There are also a lot more opportunities to use the information in the graph that Defender for Cloud builds to protect customers, making it easier to avoid mistakes in the security and configuration settings that protect you, and do more.

“In general, in Microsoft (products) we have a lot of places where you set policies and not enough coordination between them,” Tamir noted. “If I set DLP policies, I want to set them centrally in one place – maybe it’s Microsoft Purview. And then I want that to move across all of my assets, and every enforcement point that I have should yield to that policy rather than me having to go and set those policies individually.”

Not only does he want applying those policies to take a lot less work, but instead of manually checking and applying the right security baseline, automation and AI could do more of the work of setting the right policies in the first place, he suggested.

Tamir added, “With cloud, people started the right way, saying instead of dealing with things post breach, let’s set the configurations right to begin with – and then we found out that the configuration problem is just as big!”

“This whole notion of shift left that everybody’s talking about; we still have a lot of manual steps in it – a lot of reasoning people need to do,” Tamir said. “I think there’s a revolution that must come in two parts.
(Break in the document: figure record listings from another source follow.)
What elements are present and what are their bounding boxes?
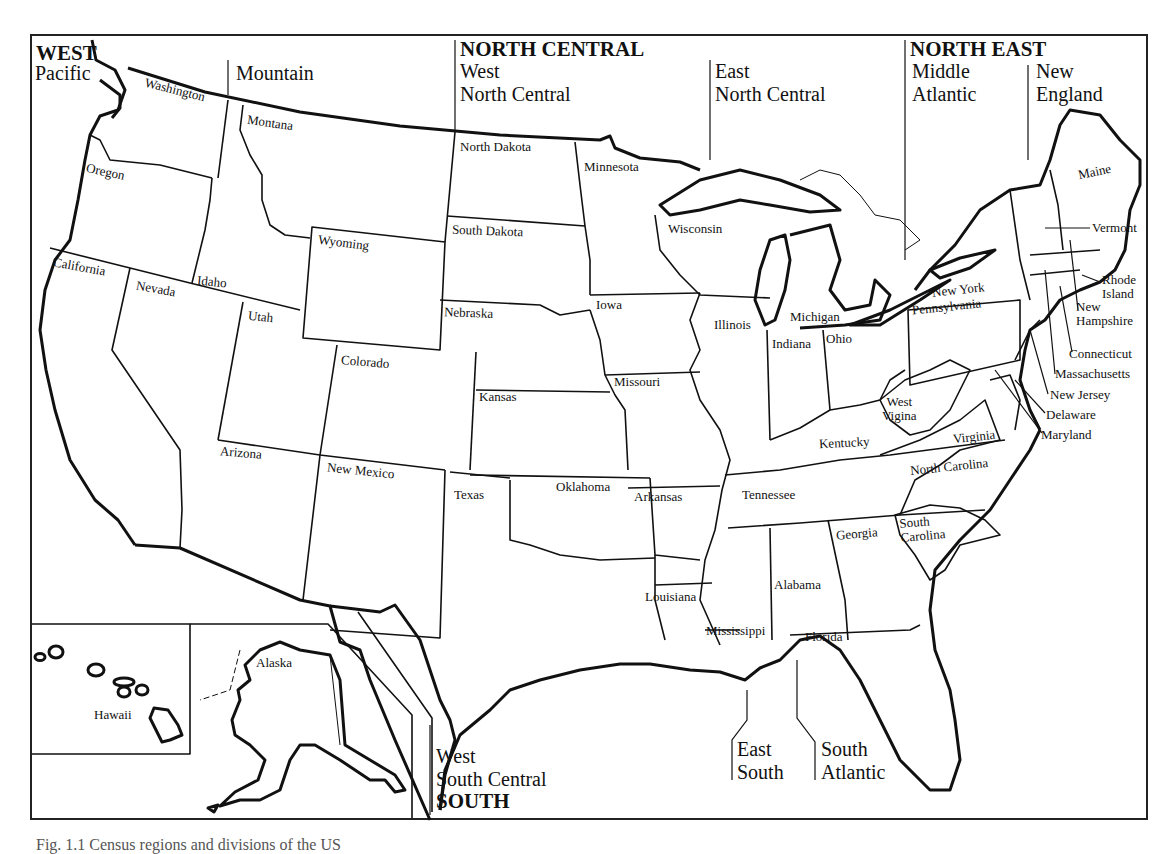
border-ms-al xyxy=(770,528,772,640)
state-label-minnesota: Minnesota xyxy=(584,160,639,174)
leader-rhode-island xyxy=(1082,275,1100,282)
region-west-label: WEST xyxy=(36,42,97,64)
border-or-id xyxy=(192,178,212,283)
state-label-arkansas: Arkansas xyxy=(634,490,682,504)
northern-border xyxy=(128,68,700,170)
leader-new-jersey xyxy=(1030,330,1048,394)
state-label-north-dakota: North Dakota xyxy=(460,140,531,154)
border-or-ca-nv-id xyxy=(50,248,300,310)
division-east-south-label: East South xyxy=(737,738,784,784)
hawaii-island-1 xyxy=(35,654,45,661)
region-north-east-label: NORTH EAST xyxy=(910,38,1046,60)
region-north-central-label: NORTH CENTRAL xyxy=(460,38,644,60)
state-label-wisconsin: Wisconsin xyxy=(668,222,722,236)
state-label-florida: Florida xyxy=(805,630,843,644)
state-label-maryland: Maryland xyxy=(1041,428,1092,442)
state-label-rhode-island: Rhode Island xyxy=(1102,273,1136,301)
state-label-alaska: Alaska xyxy=(256,656,292,670)
state-label-west-virginia: West Vigina xyxy=(882,395,917,423)
division-middle-atlantic-label: Middle Atlantic xyxy=(912,60,976,106)
lake-superior xyxy=(660,170,840,215)
leader-massachusetts xyxy=(1045,270,1055,374)
pacific-coast xyxy=(40,40,135,545)
border-ny-ne xyxy=(1010,190,1030,300)
divider-south-atlantic xyxy=(797,660,815,780)
state-label-mississippi: Mississippi xyxy=(706,624,765,638)
division-mountain-label: Mountain xyxy=(236,62,314,85)
state-label-oklahoma: Oklahoma xyxy=(556,480,610,494)
state-label-new-hampshire: New Hampshire xyxy=(1076,300,1133,328)
alaska-island xyxy=(208,805,218,812)
division-east-north-central-label: East North Central xyxy=(715,60,826,106)
state-label-iowa: Iowa xyxy=(596,298,622,312)
border-ct xyxy=(1030,270,1080,275)
border-ar-la xyxy=(655,583,712,585)
hawaii-island-2 xyxy=(49,646,63,658)
border-co-ks xyxy=(470,352,476,470)
state-label-alabama: Alabama xyxy=(774,578,821,592)
state-label-vermont: Vermont xyxy=(1092,221,1137,235)
lake-ontario xyxy=(930,250,995,278)
state-label-south-carolina: South Carolina xyxy=(899,513,946,545)
border-mn-ia xyxy=(590,293,700,295)
border-mo-river xyxy=(590,310,628,470)
border-nv-ut xyxy=(218,302,243,440)
division-new-england-label: New England xyxy=(1036,60,1103,106)
state-label-kentucky: Kentucky xyxy=(819,435,870,452)
hawaii-island-6 xyxy=(136,685,148,695)
state-label-texas: Texas xyxy=(454,488,484,502)
hawaii-island-3 xyxy=(88,664,104,676)
border-mo-ar xyxy=(628,486,720,488)
state-label-utah: Utah xyxy=(247,309,274,326)
state-label-kansas: Kansas xyxy=(479,390,517,404)
state-label-ohio: Ohio xyxy=(826,332,852,346)
division-south-atlantic-label: South Atlantic xyxy=(821,738,885,784)
border-wa-id xyxy=(218,100,228,178)
state-label-nebraska: Nebraska xyxy=(444,305,494,321)
state-label-connecticut: Connecticut xyxy=(1069,347,1132,361)
state-label-michigan: Michigan xyxy=(790,310,840,324)
state-label-louisiana: Louisiana xyxy=(645,590,696,604)
state-label-idaho: Idaho xyxy=(196,273,227,290)
hawaii-inset-border xyxy=(32,624,190,754)
state-label-massachusetts: Massachusetts xyxy=(1055,367,1130,381)
region-south-label: SOUTH xyxy=(436,790,510,812)
hawaii-island-5 xyxy=(118,687,130,697)
state-label-indiana: Indiana xyxy=(772,337,811,351)
state-label-illinois: Illinois xyxy=(714,318,751,332)
border-nm-tx xyxy=(330,470,445,638)
division-west-north-central-label: West North Central xyxy=(460,60,571,106)
state-label-new-jersey: New Jersey xyxy=(1050,388,1110,402)
state-label-delaware: Delaware xyxy=(1046,408,1096,422)
hawaii-island-4 xyxy=(114,678,134,686)
border-ma xyxy=(1030,250,1100,255)
state-label-hawaii: Hawaii xyxy=(94,708,132,722)
border-il-in xyxy=(767,330,770,440)
alaska-inset-border xyxy=(190,624,412,818)
division-west-south-central-label: West South Central xyxy=(436,745,547,791)
division-pacific-label: Pacific xyxy=(35,62,91,85)
figure-caption: Fig. 1.1 Census regions and divisions of… xyxy=(36,836,341,854)
border-ca-nv xyxy=(112,268,182,548)
alaska-dashed-line xyxy=(200,650,240,700)
alaska-outline xyxy=(220,642,405,806)
border-vt-nh xyxy=(1050,170,1063,250)
state-label-missouri: Missouri xyxy=(614,375,660,389)
hawaii-big-island xyxy=(150,708,182,742)
lake-michigan xyxy=(755,235,790,325)
state-label-tennessee: Tennessee xyxy=(742,488,795,502)
state-label-south-dakota: South Dakota xyxy=(452,223,524,239)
One, there needs to be more automation controlled stuff than human controlled stuff; automation will be really critical here because the information density is impossible.” The second step will be to add AI to automation. Tamir stated, “I think it will be a really good challenge for things like generative AI, for reasoning over things that are complex in the sense that they seem the same, but they’re not necessarily the same.”

Tamir concluded, “When people ask me, can I take my sets of compliance that are overlapping, and then tell me what the common denominator is for all of them, and what should I do to do that? I think that’s a problem that is primed well for tools like generative AI.”